For teen performers, to pull off this tap dance routine in perfect sync takes hours of exercise and practice.
Dancers with The Edge School of the Arts and the Ultimate Dance Academy make it look easy.
"It takes a lot of hard work for you to be able to do certain things," says dancer Tanisia Land.
Moves like spinning and all of this fancy footwork before a live audience at the Jamaica Performing Arts Center.
These young people know the importance of eating the right foods.
"Eating the wrong foods would definitely slow you down and make you not able to keep up and do what we do because it's so rigorous," says dancer Angelique Rivera.
"If I don't work out then where's all that extra flub going to go. It's not going to disappear if I don't work out," says dancer Taryn Lamb.

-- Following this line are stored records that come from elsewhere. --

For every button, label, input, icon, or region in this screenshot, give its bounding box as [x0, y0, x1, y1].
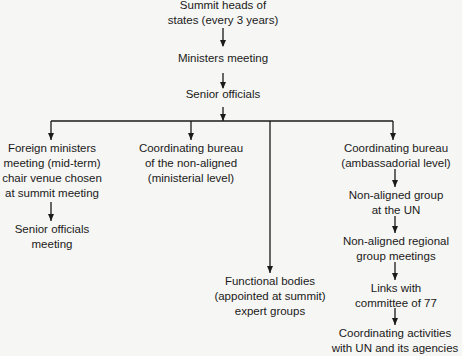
node-label: Coordinating activities	[327, 326, 462, 341]
node-label: meeting	[0, 237, 104, 252]
node-label: Foreign ministers	[0, 141, 104, 156]
node-label: (ambassadorial level)	[335, 156, 457, 171]
node-label: of the non-aligned	[133, 156, 249, 171]
node-senior-officials-meeting: Senior officials meeting	[0, 222, 104, 252]
node-non-aligned-regional-meetings: Non-aligned regional group meetings	[335, 234, 457, 264]
node-ministers-meeting: Ministers meeting	[143, 51, 303, 66]
node-label: group meetings	[335, 249, 457, 264]
node-label: chair venue chosen	[0, 171, 104, 186]
node-label: Non-aligned regional	[335, 234, 457, 249]
node-coordinating-bureau-ministerial: Coordinating bureau of the non-aligned (…	[133, 141, 249, 186]
node-non-aligned-group-un: Non-aligned group at the UN	[335, 188, 457, 218]
node-label: at the UN	[335, 203, 457, 218]
node-coordinating-activities-un: Coordinating activities with UN and its …	[327, 326, 462, 356]
node-functional-bodies: Functional bodies (appointed at summit) …	[205, 274, 335, 319]
node-label: states (every 3 years)	[143, 13, 303, 28]
node-label: (appointed at summit)	[205, 289, 335, 304]
node-label: meeting (mid-term)	[0, 156, 104, 171]
node-label: Coordinating bureau	[335, 141, 457, 156]
node-senior-officials: Senior officials	[143, 87, 303, 102]
node-label: committee of 77	[335, 296, 457, 311]
node-label: (ministerial level)	[133, 171, 249, 186]
node-label: Links with	[335, 281, 457, 296]
node-foreign-ministers-meeting: Foreign ministers meeting (mid-term) cha…	[0, 141, 104, 201]
node-label: Senior officials	[143, 87, 303, 102]
node-label: Functional bodies	[205, 274, 335, 289]
node-label: Non-aligned group	[335, 188, 457, 203]
node-label: Ministers meeting	[143, 51, 303, 66]
node-label: with UN and its agencies	[327, 341, 462, 356]
node-summit-heads-of-states: Summit heads of states (every 3 years)	[143, 0, 303, 28]
node-label: at summit meeting	[0, 186, 104, 201]
node-label: Summit heads of	[143, 0, 303, 13]
node-label: Senior officials	[0, 222, 104, 237]
node-coordinating-bureau-ambassadorial: Coordinating bureau (ambassadorial level…	[335, 141, 457, 171]
node-label: expert groups	[205, 304, 335, 319]
node-links-committee-77: Links with committee of 77	[335, 281, 457, 311]
node-label: Coordinating bureau	[133, 141, 249, 156]
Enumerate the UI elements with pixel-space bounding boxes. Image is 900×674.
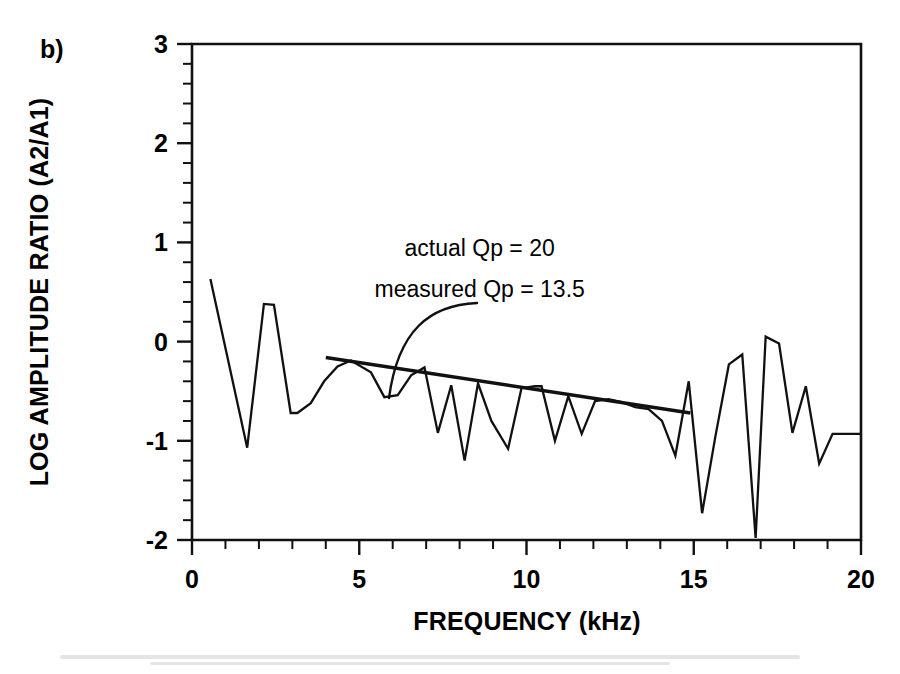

These girls always work out rigorously because they know when it's showtime, there is no room for error and there's no time to get tired.
"You need stamina, you need balance, you need agility—all of that helps you stay fit and be able to do the task at hand," says dancer Anesia Whitfield.
This show is called "Four Little Girls: The Dance-ology." It is a theatrical interpretation of the four Sunday school students who were killed during a church bombing in Birmingham, Alabama in 1963. The emotional routine dramatizes both the pain and the perserverance of the civil rights movement.
"You want people to be impressed by what you are doing so you've got to stretch," says dancer Brianna McCollin.
"So you can stay slender, fit and you don't get what we call thunder thighs," says dancer Mia Brice.
No thunder thighs to be found on this stage—but the girls do bring a rumble of excitement with their jubilant production.
These dancers say they have developed healthy habits which they plan to practice for the rest of their lives, giving them something to shout about.